Take a Spoonful of Memorizing Poetry and Call Me in the Morning

Yesterday morning, the steamy start to an unseasonably hot, sultry June day, it looked like I’d be late to work.   I had just missed a bus that would have gotten me there fashionably late, so I had to take a combination of bus and Metro.  My mood and my stomach hurt.  I’m grateful for my job, but wasn’t thrilled to have to be doing it.

Morning commutes for some time now have become fruitful writing and thinking times, rich moments of literary output.  Yesterday I couldn’t be bothered with either so I pulled out the poem I’m memorizing and spent time with it.  I didn’t have to expend the effort to write something.  All I had to do was read the portion I was working on, look for patterns, and repeat, repeat, repeat.  When a person memorizes poetry, she bathes her mind, her soul, her whole self in rich, healing words.  I’m working on a Shakespeare sonnet now filled with phrases that are especially verbally lush.  By the time the bus deposited me at the Metro station fifteen minutes later, I felt better.  Repeating the sonnet’s words again and again as I worked to memorize it replaced at least part of my pessimism with optimism and peace, and a sense of satisfaction. 
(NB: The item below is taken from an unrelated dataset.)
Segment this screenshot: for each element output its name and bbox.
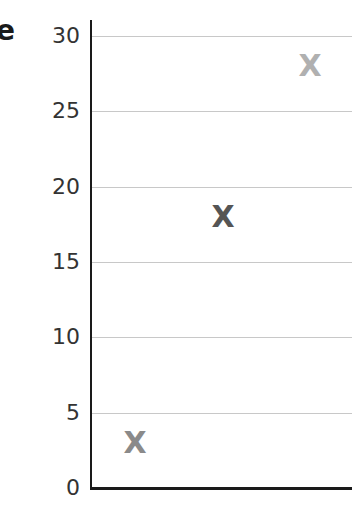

As literary input goes, reading is good and important.  Memorizing poems, another way to take in well-written words, gives a very different sort of benefit.  When I bathe myself in poetic phrases, I often find I have reduced, at least a little, depression and sorrow.  Memorizing poetry installs effective healing words in me, words that heal while I memorize them and heal whenever I repeat them once I have them in my head and in my heart.

Learning a poem is more than just a nice idea or mental exercise (though it’s both of these, too).  Committing a poem to memory gives a real and effective antidote to the sadness and malaise, the lack of energy or caring that everybody feels and knows from time to time.  Yesterday morning I was Exhibit A proving this is so.  I started the trip feeling crummy and not wanting to write anything.  I administered a little poem memory and not long afterwards, felt more optimistic, more creative, and wrote this little essay.

About literarylee

I sling words for a living. Always have, always will. Some have been interesting and fun; most not. These days, I write the fun words early in the morning before the adults are up and make me eat my Cream of Wheat.